From Vermont family tenting community to a favorite U.S. destination family resortTyler Place Family Resort history spans six generations from 1800's tenting community to today's highly acclaimed destination family resort. On the Inn lawn where our grandparents met as 10-year-olds in 1874, our own grandchildren and guest children play today, sharing a common history of indelible family vacation memories.

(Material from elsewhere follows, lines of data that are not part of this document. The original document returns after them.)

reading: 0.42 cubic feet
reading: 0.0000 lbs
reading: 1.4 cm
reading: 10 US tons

The land which is now The Tyler Place Family Resort combines a former dairy farm and Victorian mineral waters spa and park. In the late 1890s our grandparents, great aunts and uncles, and their friends from surrounding towns hauled children, tents, and housekeeping paraphernalia to the shores of Shipyard Bay on Lake Champlain, where, for a few weeks out of the summer, they explored the woods, messed about in boats, went blackberrying, built tree houses, skinny dipped, burned their fingers over campfires, watched the moon rise over the lake, and relaxed. Later, family cottages replaced the tent sites, and automobiles replaced the horse-drawn wagons, but the flavor of summer has always remained the same.

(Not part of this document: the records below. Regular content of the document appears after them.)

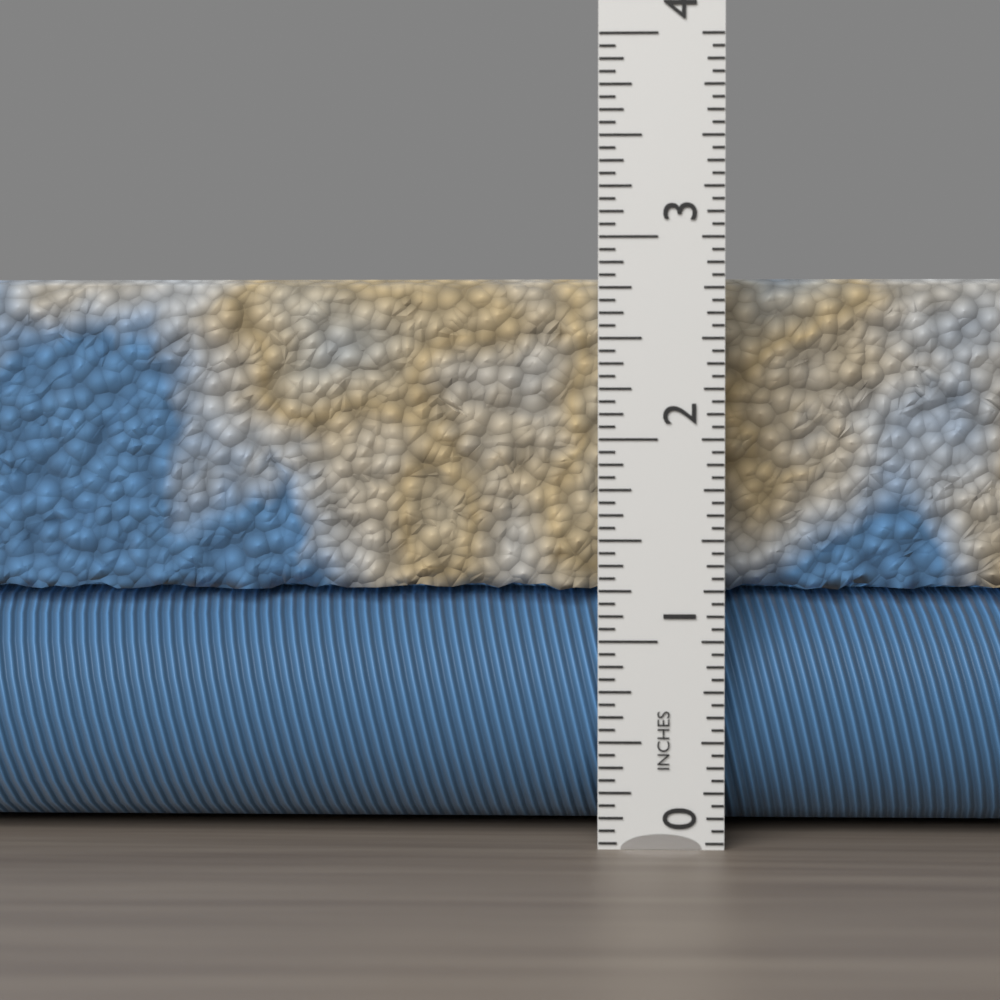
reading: 2.8125 in
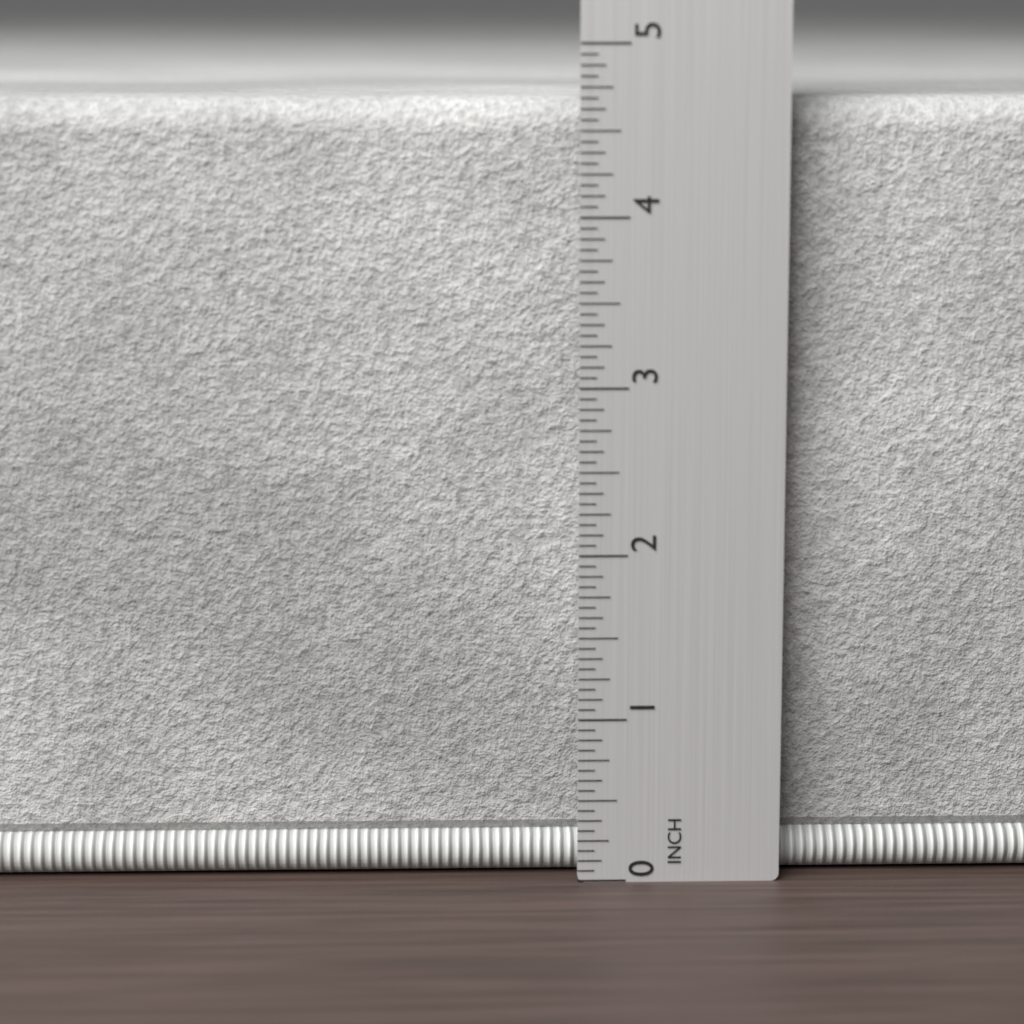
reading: 4.6875 in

Our parents, Edward J. and Judy Tyler ("Mrs. T.") acquired the property in 1933, together with Hildreth ("Hibby" Tyler) and John Wriston, our father's sister and her husband. Originally called The Tyler & Wriston Place, they were early pioneers in family travel. Building on their respective experiences as editor and author of children's books, Mrs. T. and Hibby developed creative, age-staggered children's programs and the concept of all-inclusive family vacations freed of dangling extra charges. To this day The Tyler Place Family Resort is one of the few resorts in the world to focus entirely on all-inclusive family vacations with imaginative children's programs and private "couple time" for parents.
Guests who loved the place as children now return with their children and grandchildren and great-grandchildren for family reunions and to have the time of their lives all over again. In some ways we've grown up: the children's programs, facilities, sports equipment and dining are state-of-the-art, but the atmosphere and philosophy--the heart and history of the place--have stayed the same.